Telegram founder Pavel Durov is under formal investigation and will not be allowed to leave France, a French prosecutor said in a statement released Wednesday night.
The Russian-born billionaire is being investigated for several suspected offenses related to criminal activity on the platform, including complicity in illegal gang transactions, “laundering of crimes in an organized gang,” and refusal to communicate information to authorities, according to the French prosecutor’s statement.
He must remain in the country under judicial supervision, with a bail set at $5.56 million (5 million euros), and is required to report to the French police station twice a week.
Durov was released from police custody in France earlier in the day and transferred to court for questioning, prosecutors told CNN, days after his dramatic arrest at a Paris airport.
The formal investigation announced Wednesday evening does not imply guilt in the French legal system, but indicates that prosecutors believe there is enough of a case to merit a serious official investigation. He has not yet been formally charged.
Wednesday’s prosecutor’s office statement added that the French National Office for Minors has reported to the prosecutor’s office the “near absence of response” from Telegram to court requests concerning offenses that include trafficking, online hate speech, and pedophilia crimes.
The suspected acts being probed include “complicity in the administration of a platform enabling an illegal transaction in an organized gang,” an offense that can carry a maximum sentence of 10 years in prison.
Durov, 39, was detained at Paris’s Bourget Airport on Saturday on a warrant related to Telegram’s lack of moderation. He was being investigated on charges relating to a host of crimes, including allegations that his platform was complicit in aiding fraudsters, drug traffickers and people spreading child pornography.
Telegram, and its lack of content moderation, has also come under scrutiny for its use by terrorist groups and far-right extremists.
He was placed in custody for up to 96 hours, the maximum amount of time someone can be held under French law before being charged.

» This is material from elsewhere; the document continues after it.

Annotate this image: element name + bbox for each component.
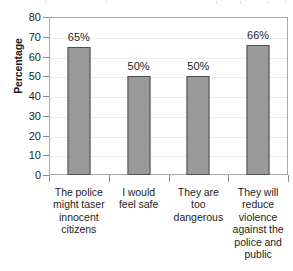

Durov’s arrest started a row over freedom of speech, and caused particular concerns in both Ukraine and Russia, where it is extremely popular and has become a key communication tool among military personnel and citizens during Moscow’s war on its neighbor.
Russia criticized Paris on Wednesday for its detention of Durov. Foreign Ministry spokesperson Maria Zakharova said, “It seems to me that all this has once again demonstrated the true attitude of the French leadership, which has blatantly trampled on international norms in the field of protecting freedom of speech and expression, for only one reason – because if they protect certain standards, they must not only comply with them, they must protect and implement them.”
The Kremlin has sought to calm fears in Russia about the future of the app, with Russian government spokesman Dmitry Peskov attempting to dispel calls for users to delete their sensitive messages on the app.
‘No way political’
French President Emmanuel Macron on Monday said the decision to bring charges against Durov was “in no way political,” a rare intervention by a French leader into a judicial matter.
Telegram was launched in 2013 by Durov and his brother, Nikolai. The app now has more than 950 million users, according to a post from Durov last month, making it one of the most widely used messaging platforms in the world.
Conversations on the app are encrypted, meaning that law enforcement agencies – and Telegram itself – have little oversight on what users post.
Durov was born in the Soviet Union in 1984, and in his 20s became colloquially known as the “Mark Zuckerberg of Russia.” He left the country in 2014 and now lives in Dubai, where Telegram is headquartered, while also holding French citizenship.
He is worth an estimated $9.15 billion, according to Bloomberg, and has maintained a lavish, globe-trotting lifestyle over the past decade.
But while his app has won plaudits from free speech groups and enabled private communication in countries with restrictive regimes, critics say it has become a safe haven for people coordinating illicit activities – including the terrorists who planned the Paris terror attacks in November 2015.
“You cannot make it safe against criminals and open for governments,” Durov told CNN in 2016. “It’s either secure or not secure.”